Jul 01, 2025

2025 Status Update: Positive Friction

In a culture obsessed with ease, speed, and seamless design, 2025 is seeing a quiet rebellion: a renewed appreciation for effort, interruption, and intentional slowness. Positive Friction is emerging as a way to create deeper meaning in a world of auto-play and one-click everything. Across culture, art, and even product design, we’re seeing formats that ask more of people, that require pause, engagement, or even a little discomfort, as a way to foster connection and reflection.

Where It’s Going: Positive Friction is presenting as a cultural phenomenon behind the scenes. It’s less about campaigns and activations, and more about how we interact with each other – the return to IRL is an example of friction showing up in our lives. Slowness, effort and imperfection are becoming markers of authenticity.

As Seen In: Long Shots

Luxury hospitality brand Belmond has entered the slow TV space with Long Shots: a series of 60-minute ambient films capturing tranquil scenes from global destinations like Portofino and the Scottish Highlands. With gentle audio backdrops like waves, café chatter, and the hum of passing boats, the series offers an intentional pause. Designed without overt branding or fast edits, the content encourages viewers to slow down, focus, and breathe, and offers a sharp contrast to the algorithm-driven urgency of most digital platforms.

So What: Long Shots embraces stillness, spaciousness, and sensory pacing. As digital life becomes more compressed and demanding, experiences like these offer a subtle challenge to the endless doom scroll. Attention is framed as something to earn slowly, instead of captured quickly. Reimagine your storytelling to invite pause instead of urgency, even just for a moment.

See Also

Museums

In an effort to drive deeper engagement, museums and galleries are beginning to put on fewer shows. Similarly, artists are reducing their output to encourage more mindfulness.

Car Industry

The car industry is increasingly moving away from touchscreens, and back towards physical buttons to interact with.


** WHAT THIS TASK INVOLVES **
Write out each record exactly as given, but do not include the pictures.

*** Opening of ENTRIES SHOWN ***

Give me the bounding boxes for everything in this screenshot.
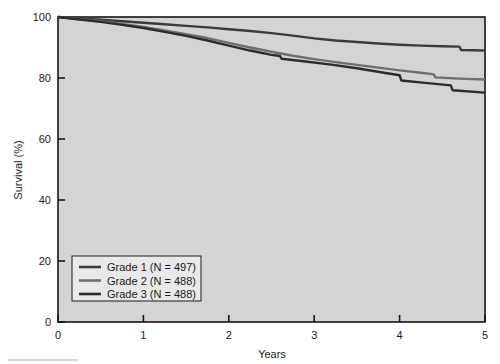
legend-label-3: Grade 3 (N = 488) [107, 288, 196, 300]
x-axis-title: Years [258, 348, 286, 360]
survival-curve-chart: 020406080100 012345 Survival (%) Years G… [0, 0, 500, 364]
x-tick-label: 4 [397, 329, 403, 341]
legend: Grade 1 (N = 497)Grade 2 (N = 488)Grade … [72, 256, 201, 301]
x-tick-label: 5 [482, 329, 488, 341]
x-tick-label: 0 [55, 329, 61, 341]
y-tick-label: 100 [33, 11, 51, 23]
y-tick-label: 0 [45, 316, 51, 328]
x-tick-label: 1 [140, 329, 146, 341]
x-tick-label: 2 [226, 329, 232, 341]
y-tick-label: 60 [39, 133, 51, 145]
y-tick-label: 20 [39, 255, 51, 267]
legend-label-2: Grade 2 (N = 488) [107, 275, 196, 287]
y-axis-title: Survival (%) [12, 140, 24, 199]
x-tick-label: 3 [311, 329, 317, 341]
y-tick-label: 80 [39, 72, 51, 84]
y-tick-label: 40 [39, 194, 51, 206]
legend-label-1: Grade 1 (N = 497) [107, 261, 196, 273]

*** Close of ENTRIES SHOWN ***

** RESULT OF THE TASK **
Give me the bounding boxes for everything in this screenshot.
legend-label-3: Grade 3 (N = 488) [107, 288, 196, 300]
x-axis-title: Years [258, 348, 286, 360]
survival-curve-chart: 020406080100 012345 Survival (%) Years G… [0, 0, 500, 364]
x-tick-label: 4 [397, 329, 403, 341]
legend: Grade 1 (N = 497)Grade 2 (N = 488)Grade … [72, 256, 201, 301]
x-tick-label: 5 [482, 329, 488, 341]
x-tick-label: 0 [55, 329, 61, 341]
y-tick-label: 100 [33, 11, 51, 23]
y-tick-label: 0 [45, 316, 51, 328]
x-tick-label: 1 [140, 329, 146, 341]
x-tick-label: 2 [226, 329, 232, 341]
y-tick-label: 60 [39, 133, 51, 145]
y-tick-label: 20 [39, 255, 51, 267]
legend-label-2: Grade 2 (N = 488) [107, 275, 196, 287]
y-axis-title: Survival (%) [12, 140, 24, 199]
x-tick-label: 3 [311, 329, 317, 341]
y-tick-label: 80 [39, 72, 51, 84]
y-tick-label: 40 [39, 194, 51, 206]
legend-label-1: Grade 1 (N = 497) [107, 261, 196, 273]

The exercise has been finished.